Liberia’s brutal civil war ended more than 15 years ago, but for Francis Kollie, PF Liberia Executive Director, the struggles and the consequences from it are still very much a part of the present.
The devastating war that lasted from 1989 until 1996 claimed an estimated 200,000 lives and displaced millions to refugee camps in neighboring countries.
Francis need only think of the weakness in his leg or the pain and loss of vision in his right eye to be reminded of the harm that the war inflicted on him. During the war, Rebel forces captured Francis because of his role as pastor to a local church. They held him in a trench where they brutally beat and interrogated him for three weeks. The beatings left him with a severely fractured leg, painful swelling in his head, and a loss of vision and movement in his eye, which developed cataracts and glaucoma from the trauma.

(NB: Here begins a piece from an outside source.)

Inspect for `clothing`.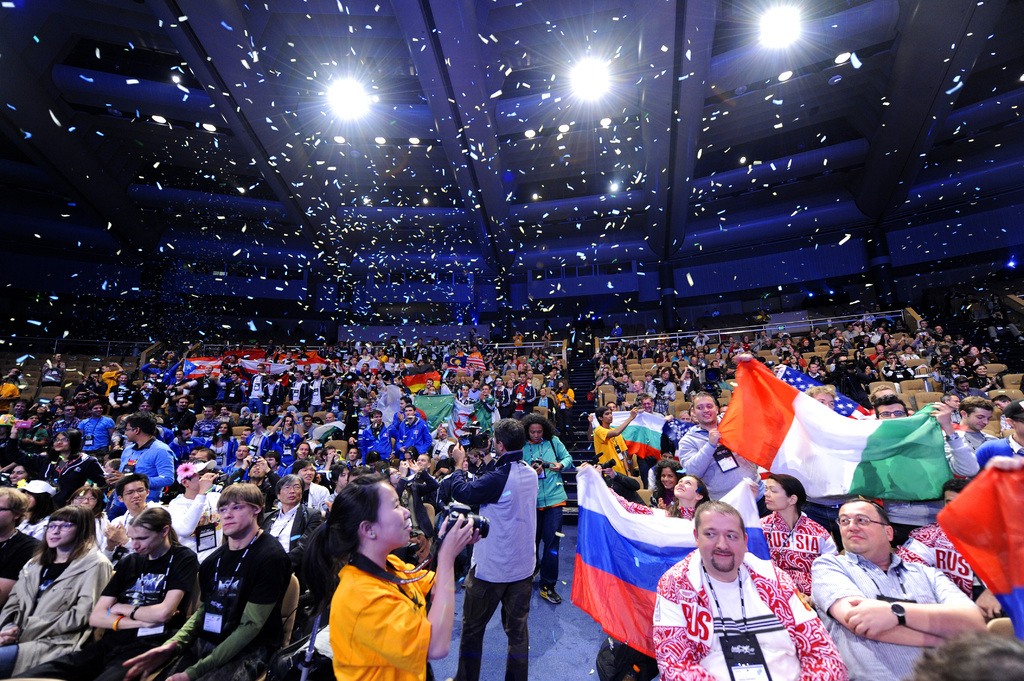
Inspection: [left=882, top=339, right=891, bottom=353].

Then, since he refused to take up arms for the rebel government, they held him in a dilapidated prison for five months.
Although the consequences of his injuries did not end with the war, Francis immediately turned his attention to others in need. Through his work with Prison Fellowship Liberia, he brings essential healthcare to the prisons with PFI Global Assistance Projects and the establishment of prison clinics with student nurses, drastically cutting down on disease within the filthy, septic prisons. While his country is slowly recovering from the devastating effects of the war, Francis makes sure that help is also available for the thousands of inmates suffering in extremely overcrowded prisons with a lack of sufficient food, beds, blankets and other essentials.
Despite Francis’s training as a pastor and his concern for prisoners, the chronic pain and physical limitations of his injuries left him with feelings of resentment and anger. “For years I have carried bitterness in my heart for the rebel commander who caused these injuries and disabilities, while he is perfect physically and looks healthy,” he confesses. “I have wanted to get revenge.”

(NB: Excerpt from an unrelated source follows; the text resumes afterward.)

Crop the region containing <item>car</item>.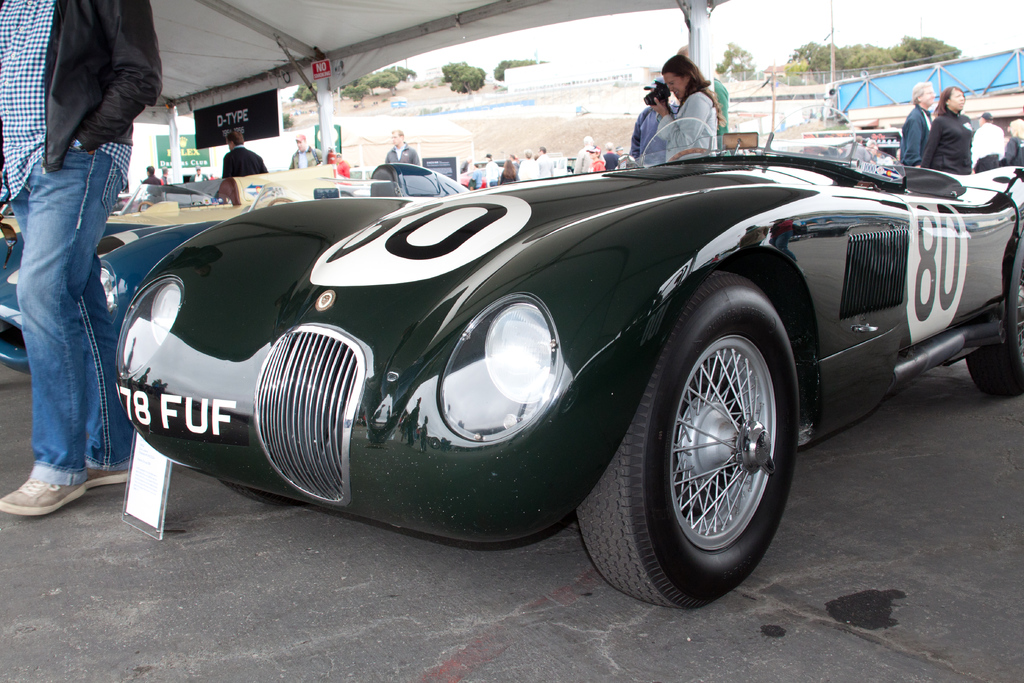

He also wanted healing, and continued to pray for it. So when he took part in PFI’s Odyssey program–an extensive leadership training course developed by PFI’s Institute for Leadership Formation–his fellow students and faculty joined him in a prayer for healing. During this prayer, Francis sensed a revelation from the Holy Spirit. “I knew I had not totally forgiven that man from my heart because of the pain I continue experiencing, even after 15 years,” he says. He immediately took some time alone in prayer, asking God to forgive him for his own lack of forgiveness these past 15 years. Now he could truly forgive. “I told God ‘because you said I should forgive him, I forgive the brother from my heart.’ At that moment, I felt very light, like a weight had been taken from me,” Francis recalls.

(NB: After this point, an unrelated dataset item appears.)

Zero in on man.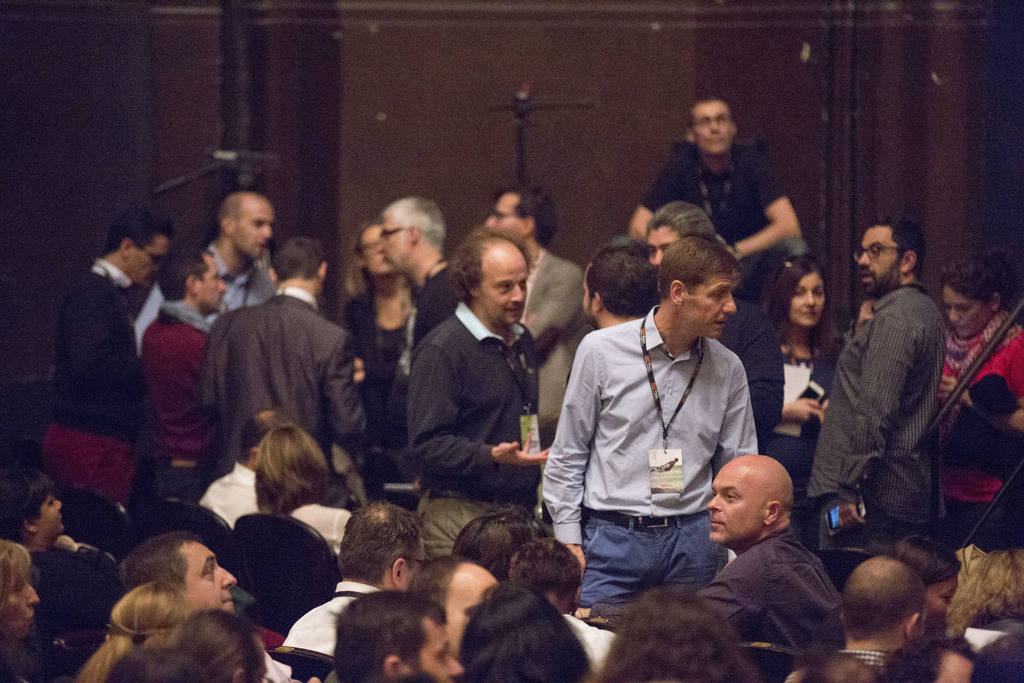
Zeroed in: 536,238,760,605.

While in Singapore for the Odyssey, Francis had set up appointments with an eye surgeon for consultation on his injured eye, though he didn’t have the money for eye surgery. When he went for his second appointment, the surgeon and the anesthesiologist told him they would waive their fees for his surgery, cutting the price by two-thirds of the original cost. “This was confirmation of God’s healing—spiritually, emotionally and now physically,” exclaims Francis.
Francis’ recovery from the surgery has been slow and somewhat painful, but he is hopeful that vision will be restored in his eye, just as his spiritual vision has been sharpened. Regardless of the extent of his physical healing, Francis says he is most grateful that the burden of bitterness has at last been lifted from his heart. “Thank God that I am free,” he exclaims, “free indeed!”